__PROBLEM TO SOLVE__. Each entry is to be retyped exactly as it stands.
● ● ●
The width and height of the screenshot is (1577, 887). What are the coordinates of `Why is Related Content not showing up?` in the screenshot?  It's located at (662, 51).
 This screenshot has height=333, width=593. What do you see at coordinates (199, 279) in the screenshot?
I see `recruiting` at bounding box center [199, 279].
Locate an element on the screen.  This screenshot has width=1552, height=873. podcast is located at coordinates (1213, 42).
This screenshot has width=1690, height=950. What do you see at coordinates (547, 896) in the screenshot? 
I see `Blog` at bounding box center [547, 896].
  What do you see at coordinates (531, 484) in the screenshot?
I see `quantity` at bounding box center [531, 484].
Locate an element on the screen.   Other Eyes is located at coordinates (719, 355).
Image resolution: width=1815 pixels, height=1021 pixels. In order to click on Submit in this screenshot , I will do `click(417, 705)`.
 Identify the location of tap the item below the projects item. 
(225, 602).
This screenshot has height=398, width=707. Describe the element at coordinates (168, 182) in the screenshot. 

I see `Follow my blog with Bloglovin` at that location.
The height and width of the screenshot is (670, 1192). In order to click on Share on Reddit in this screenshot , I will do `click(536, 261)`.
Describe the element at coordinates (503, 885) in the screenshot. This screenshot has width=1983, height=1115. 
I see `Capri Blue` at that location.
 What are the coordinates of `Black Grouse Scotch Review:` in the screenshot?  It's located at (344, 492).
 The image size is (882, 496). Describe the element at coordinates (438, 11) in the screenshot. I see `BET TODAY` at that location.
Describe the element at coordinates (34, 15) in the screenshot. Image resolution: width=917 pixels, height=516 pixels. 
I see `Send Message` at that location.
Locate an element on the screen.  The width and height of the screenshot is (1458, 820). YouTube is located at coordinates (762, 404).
● ● ●
__SOLUTION FOR THIS TASK__.
The width and height of the screenshot is (1577, 887). What are the coordinates of `Why is Related Content not showing up?` in the screenshot?  It's located at (662, 51).
 This screenshot has height=333, width=593. What do you see at coordinates (199, 279) in the screenshot?
I see `recruiting` at bounding box center [199, 279].
Locate an element on the screen.  This screenshot has width=1552, height=873. podcast is located at coordinates (1213, 42).
This screenshot has width=1690, height=950. What do you see at coordinates (547, 896) in the screenshot? 
I see `Blog` at bounding box center [547, 896].
  What do you see at coordinates (531, 484) in the screenshot?
I see `quantity` at bounding box center [531, 484].
Locate an element on the screen.   Other Eyes is located at coordinates (719, 355).
Image resolution: width=1815 pixels, height=1021 pixels. In order to click on Submit in this screenshot , I will do `click(417, 705)`.
 Identify the location of tap the item below the projects item. 
(225, 602).
This screenshot has height=398, width=707. Describe the element at coordinates (168, 182) in the screenshot. 

I see `Follow my blog with Bloglovin` at that location.
The height and width of the screenshot is (670, 1192). In order to click on Share on Reddit in this screenshot , I will do `click(536, 261)`.
Describe the element at coordinates (503, 885) in the screenshot. This screenshot has width=1983, height=1115. 
I see `Capri Blue` at that location.
 What are the coordinates of `Black Grouse Scotch Review:` in the screenshot?  It's located at (344, 492).
 The image size is (882, 496). Describe the element at coordinates (438, 11) in the screenshot. I see `BET TODAY` at that location.
Describe the element at coordinates (34, 15) in the screenshot. Image resolution: width=917 pixels, height=516 pixels. 
I see `Send Message` at that location.
Locate an element on the screen.  The width and height of the screenshot is (1458, 820). YouTube is located at coordinates (762, 404).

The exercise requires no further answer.